The historic rally throughout 2025 was built on one core assumption: the Federal Reserve would eventually begin cutting interest rates. Then everything changed. The Iran conflict pushed oil prices higher, inflation concerns resurfaced, and central banks around the world—including the Fed—turned more hawkish. Markets quickly shifted from pricing in rate cuts to pricing in rate hikes.
Higher rates. Stronger dollar. The historic rally throughout 2025 was built on one core assumption: the Federal Reserve would eventually begin cutting interest rates. Then everything changed. The Iran conflict pushed oil prices higher, inflation concerns resurfaced, and central banks around the world—including the Fed—turned more hawkish. Markets quickly shifted from pricing in rate cuts to pricing in rate hikes.
$Micron Technology(MU)$ reports FY2026 Q3 earnings after the close on June 24, and the timing couldn't be more important. Just last week, markets were rattled by Fed Chair Kevin Warsh's hawkish debut. Global central banks are increasingly leaning toward tightening, while investors have started questioning whether AI valuations have simply gone too far.
New Fed Chair Kevin Warsh made his first FOMC appearance this week, and his hawkish tone immediately poured cold water on markets, triggering a sharp repricing across global assets. The policy rate itself did not change. The Fed kept rates unchanged at 3.5%–3.75% for the fourth consecutive meeting, with a unanimous 12-0 vote
The group eventually became synonymous with the AI bull market. Apple sells devices and ecosystems. Meta monetizes attention. Amazon combines e-commerce and cloud. Microsoft dominates software and enterprise AI. NVIDIA sells compute. Tesla is a bet on EVs, robotics, and autonomy.
Today started differently. Stocks opened higher, with the S&P up about 0.2%, the Nasdaq Composite up 0.5%, and the Nasdaq 100 up 0.6%, before giving back some gains during the session
The 2026 World Cup kicks off — the biggest ever. 48 teams, 104 matches, co-hosted by the U.S., Canada and Mexico, running June 11 to July 19. It's also shaping up as one of the largest sports-betting events in history, with global wagers projected near $50 billion.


## Task
For every line in the records that has the word "test", make a copy.

## The data

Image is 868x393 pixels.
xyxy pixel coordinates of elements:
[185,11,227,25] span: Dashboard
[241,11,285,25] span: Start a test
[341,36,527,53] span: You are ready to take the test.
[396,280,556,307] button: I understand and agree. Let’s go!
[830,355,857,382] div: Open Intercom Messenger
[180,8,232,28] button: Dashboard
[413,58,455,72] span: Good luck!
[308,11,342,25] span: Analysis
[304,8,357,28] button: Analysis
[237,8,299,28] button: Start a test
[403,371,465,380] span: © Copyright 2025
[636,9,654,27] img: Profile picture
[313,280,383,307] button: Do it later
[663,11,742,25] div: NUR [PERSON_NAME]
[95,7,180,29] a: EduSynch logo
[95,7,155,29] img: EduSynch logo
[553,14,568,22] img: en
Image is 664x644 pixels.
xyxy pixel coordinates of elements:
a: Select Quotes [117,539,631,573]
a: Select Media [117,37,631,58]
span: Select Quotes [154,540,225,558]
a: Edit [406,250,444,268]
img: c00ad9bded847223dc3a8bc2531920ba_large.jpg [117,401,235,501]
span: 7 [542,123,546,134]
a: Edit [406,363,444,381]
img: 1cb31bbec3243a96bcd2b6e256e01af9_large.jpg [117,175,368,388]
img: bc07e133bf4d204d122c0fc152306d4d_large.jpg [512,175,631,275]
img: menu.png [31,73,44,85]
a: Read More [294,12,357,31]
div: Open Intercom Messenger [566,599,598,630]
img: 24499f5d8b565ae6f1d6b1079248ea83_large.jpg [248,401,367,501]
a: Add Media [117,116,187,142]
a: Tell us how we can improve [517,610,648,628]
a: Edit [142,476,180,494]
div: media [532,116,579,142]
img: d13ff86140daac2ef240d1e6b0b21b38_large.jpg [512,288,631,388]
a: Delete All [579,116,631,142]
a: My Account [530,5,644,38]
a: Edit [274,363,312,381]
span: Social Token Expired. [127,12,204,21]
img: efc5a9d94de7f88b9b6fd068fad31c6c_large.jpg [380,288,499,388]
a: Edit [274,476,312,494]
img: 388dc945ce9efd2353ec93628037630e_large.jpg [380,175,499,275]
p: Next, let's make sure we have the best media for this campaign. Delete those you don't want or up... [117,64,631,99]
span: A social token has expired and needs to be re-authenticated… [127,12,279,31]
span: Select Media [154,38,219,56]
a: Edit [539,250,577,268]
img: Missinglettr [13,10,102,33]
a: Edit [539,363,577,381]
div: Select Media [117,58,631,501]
...
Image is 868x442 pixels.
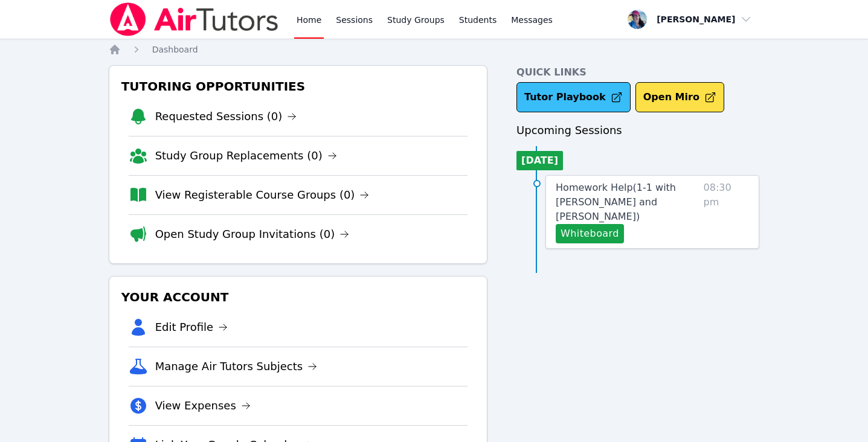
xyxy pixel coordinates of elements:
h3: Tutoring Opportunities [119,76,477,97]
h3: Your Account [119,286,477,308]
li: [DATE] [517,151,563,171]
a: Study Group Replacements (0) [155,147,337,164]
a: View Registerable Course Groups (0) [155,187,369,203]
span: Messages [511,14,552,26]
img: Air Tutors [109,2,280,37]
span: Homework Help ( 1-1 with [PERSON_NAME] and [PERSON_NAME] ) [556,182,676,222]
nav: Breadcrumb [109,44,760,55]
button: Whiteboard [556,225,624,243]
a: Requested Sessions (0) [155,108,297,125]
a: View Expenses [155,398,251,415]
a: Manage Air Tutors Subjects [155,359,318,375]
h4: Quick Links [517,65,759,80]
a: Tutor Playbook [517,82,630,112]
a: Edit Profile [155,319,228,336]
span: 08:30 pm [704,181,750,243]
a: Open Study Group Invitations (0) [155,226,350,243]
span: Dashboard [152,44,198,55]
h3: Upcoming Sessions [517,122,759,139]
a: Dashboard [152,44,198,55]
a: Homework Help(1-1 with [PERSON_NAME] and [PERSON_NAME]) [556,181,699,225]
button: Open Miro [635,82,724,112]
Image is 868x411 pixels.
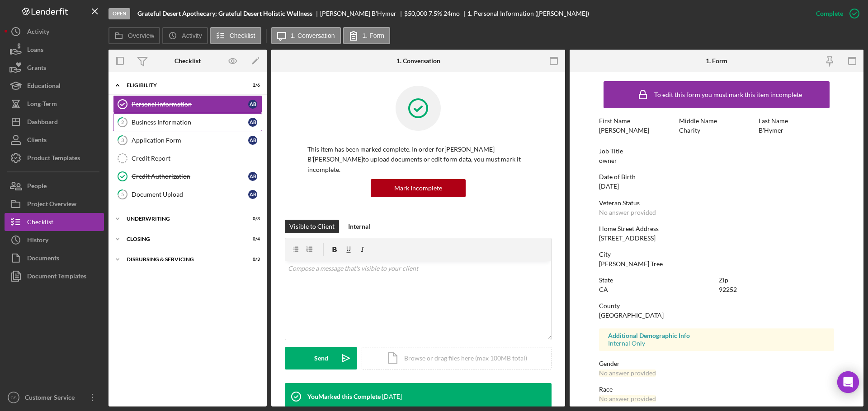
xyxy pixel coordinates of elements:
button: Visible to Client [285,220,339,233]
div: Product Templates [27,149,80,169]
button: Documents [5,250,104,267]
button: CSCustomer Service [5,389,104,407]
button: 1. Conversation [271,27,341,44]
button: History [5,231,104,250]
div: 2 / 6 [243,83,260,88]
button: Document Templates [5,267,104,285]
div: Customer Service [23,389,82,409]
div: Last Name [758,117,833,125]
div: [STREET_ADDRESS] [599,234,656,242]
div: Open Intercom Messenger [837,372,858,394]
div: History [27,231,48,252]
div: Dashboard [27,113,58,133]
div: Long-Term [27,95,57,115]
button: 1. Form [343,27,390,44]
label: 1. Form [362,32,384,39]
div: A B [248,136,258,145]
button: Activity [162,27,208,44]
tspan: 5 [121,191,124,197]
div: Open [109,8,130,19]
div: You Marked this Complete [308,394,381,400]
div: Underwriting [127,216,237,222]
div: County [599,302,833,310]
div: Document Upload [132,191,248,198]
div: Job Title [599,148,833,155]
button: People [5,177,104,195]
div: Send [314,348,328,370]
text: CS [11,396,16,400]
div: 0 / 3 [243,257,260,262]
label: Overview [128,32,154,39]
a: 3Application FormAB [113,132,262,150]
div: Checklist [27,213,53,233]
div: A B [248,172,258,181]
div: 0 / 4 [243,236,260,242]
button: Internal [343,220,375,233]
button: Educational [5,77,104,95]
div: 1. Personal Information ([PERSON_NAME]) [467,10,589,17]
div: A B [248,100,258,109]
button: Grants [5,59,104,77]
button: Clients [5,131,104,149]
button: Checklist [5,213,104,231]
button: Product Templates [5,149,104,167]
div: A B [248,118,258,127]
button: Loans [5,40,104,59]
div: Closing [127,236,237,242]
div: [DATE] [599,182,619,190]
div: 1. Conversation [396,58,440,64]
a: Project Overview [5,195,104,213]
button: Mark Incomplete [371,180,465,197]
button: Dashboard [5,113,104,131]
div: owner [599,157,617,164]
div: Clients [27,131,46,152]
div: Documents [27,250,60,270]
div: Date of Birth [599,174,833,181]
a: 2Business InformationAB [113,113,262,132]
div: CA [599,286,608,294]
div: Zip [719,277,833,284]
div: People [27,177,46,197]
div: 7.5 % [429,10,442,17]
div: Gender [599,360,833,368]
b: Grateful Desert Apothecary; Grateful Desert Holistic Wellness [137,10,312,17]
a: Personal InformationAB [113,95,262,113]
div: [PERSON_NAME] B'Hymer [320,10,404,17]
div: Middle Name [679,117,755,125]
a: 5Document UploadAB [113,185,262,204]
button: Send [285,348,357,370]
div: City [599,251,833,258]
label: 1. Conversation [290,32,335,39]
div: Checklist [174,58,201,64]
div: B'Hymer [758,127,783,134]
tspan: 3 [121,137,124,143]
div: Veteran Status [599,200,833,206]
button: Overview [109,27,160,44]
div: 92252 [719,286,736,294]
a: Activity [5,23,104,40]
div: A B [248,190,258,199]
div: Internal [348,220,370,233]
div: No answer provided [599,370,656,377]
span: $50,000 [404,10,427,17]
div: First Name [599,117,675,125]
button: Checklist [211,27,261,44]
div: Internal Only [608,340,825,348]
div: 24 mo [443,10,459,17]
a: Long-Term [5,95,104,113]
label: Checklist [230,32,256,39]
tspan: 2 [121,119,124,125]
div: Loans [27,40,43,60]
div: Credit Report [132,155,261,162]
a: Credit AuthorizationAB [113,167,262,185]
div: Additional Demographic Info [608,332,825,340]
==
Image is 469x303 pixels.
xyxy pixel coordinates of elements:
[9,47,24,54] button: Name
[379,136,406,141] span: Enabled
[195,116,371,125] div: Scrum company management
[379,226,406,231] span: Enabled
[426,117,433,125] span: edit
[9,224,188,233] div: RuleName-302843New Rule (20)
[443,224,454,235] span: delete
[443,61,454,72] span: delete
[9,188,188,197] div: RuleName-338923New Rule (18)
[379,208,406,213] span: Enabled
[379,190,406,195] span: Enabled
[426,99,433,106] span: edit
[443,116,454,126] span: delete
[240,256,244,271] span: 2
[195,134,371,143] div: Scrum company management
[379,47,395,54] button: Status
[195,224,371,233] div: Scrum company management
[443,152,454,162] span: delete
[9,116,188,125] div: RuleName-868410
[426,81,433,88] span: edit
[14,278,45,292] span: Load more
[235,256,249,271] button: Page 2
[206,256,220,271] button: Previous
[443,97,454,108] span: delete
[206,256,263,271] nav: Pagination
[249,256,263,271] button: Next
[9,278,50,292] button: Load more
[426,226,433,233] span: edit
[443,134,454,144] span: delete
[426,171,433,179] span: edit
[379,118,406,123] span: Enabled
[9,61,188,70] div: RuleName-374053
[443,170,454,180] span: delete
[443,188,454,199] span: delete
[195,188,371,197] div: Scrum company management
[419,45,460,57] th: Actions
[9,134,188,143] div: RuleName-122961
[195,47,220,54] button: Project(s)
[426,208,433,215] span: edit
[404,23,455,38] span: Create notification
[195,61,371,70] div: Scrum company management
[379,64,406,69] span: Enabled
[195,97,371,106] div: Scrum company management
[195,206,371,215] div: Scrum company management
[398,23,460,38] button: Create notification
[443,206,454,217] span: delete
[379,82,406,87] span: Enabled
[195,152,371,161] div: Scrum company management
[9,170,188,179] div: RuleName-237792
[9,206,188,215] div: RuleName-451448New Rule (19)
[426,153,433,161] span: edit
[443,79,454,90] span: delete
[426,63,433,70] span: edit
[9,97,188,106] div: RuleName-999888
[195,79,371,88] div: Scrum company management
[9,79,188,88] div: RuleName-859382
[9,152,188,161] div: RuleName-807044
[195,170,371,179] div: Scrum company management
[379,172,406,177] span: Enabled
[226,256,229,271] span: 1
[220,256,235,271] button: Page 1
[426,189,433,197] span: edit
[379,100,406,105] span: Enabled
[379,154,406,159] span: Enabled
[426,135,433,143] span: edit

## Response to the task
[241,11,285,25] span: Start a test
[341,36,527,53] span: You are ready to take the test.
[237,8,299,28] button: Start a test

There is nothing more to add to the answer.